The scenes created in High Tech Man In Nowhere Land (2012) approach the same problem from a different angle. They come across as re-enactment of the 1960s Sahara project by ZERO cofounder Heinz Mack but are radically emptied out of its utopian impetus. Indeed, they move Mack’s techno-enthusiasm from ZERO to ONE, to quip on the title of Silicon Valley investor Peter Thiel’s latest pamphlet, with ONE being the state of absolute stasis where the present has successfully disrupted time, absorbing it into the dynamic monopoly of the eternal here-and-now.
5. The Unlimited Scene Company
What this collection presents are scenes that stage an aesthetic rebellion against the dynamic follies inherent to our present. They debunk, denounce and deconstruct but they never do so in a fashion that would smack of aesthetic education in a sentimental Schillerian sense. By building machines that fold the dynamic flow of time back onto itself, they invite us to imagine loopholes in the narrow gate of the here-and-now through which a different time, a time of difference, can escape toward a future worthy of its name. “There are things coming out of your head that frighten me, you’re crossing space and time at some kind of angle to the rest of us.” Such is the charge brought forward against the protagonist in J.G. Ballard’s novel The Unlimited Dream Company that inspired the homonymous work featured in this catalogue. It should be clear by now that the contemporary artist as comrade of time has to embrace this charge as the foundational principle of his or her work. And it should be equally clear that Paul Segers is such a comrade of time if there ever was one!

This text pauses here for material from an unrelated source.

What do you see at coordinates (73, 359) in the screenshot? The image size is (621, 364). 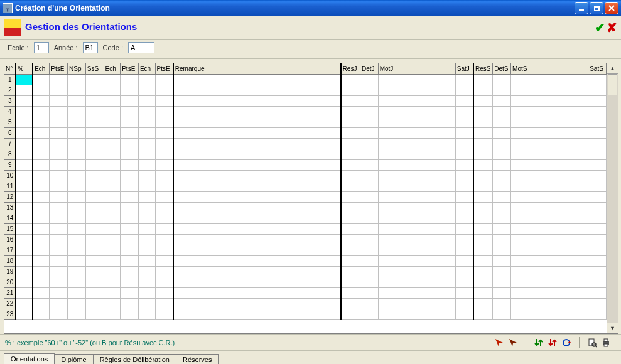 I see `tab-dipl-me: Diplôme` at bounding box center [73, 359].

Sebastian Olma is an Amsterdam-based author and critic involved with initiatives of urban cultural activism and subcultural innovation. He is Professor of Autonomy in Art, Design and Technology at St. Joost Art Academy and Avans University of Applied Sciences in Breda, The Netherlands. His latest book, In Defence of Serendipity: For a Radical Politics of Innovation was published by Repeater Books, London in 2016.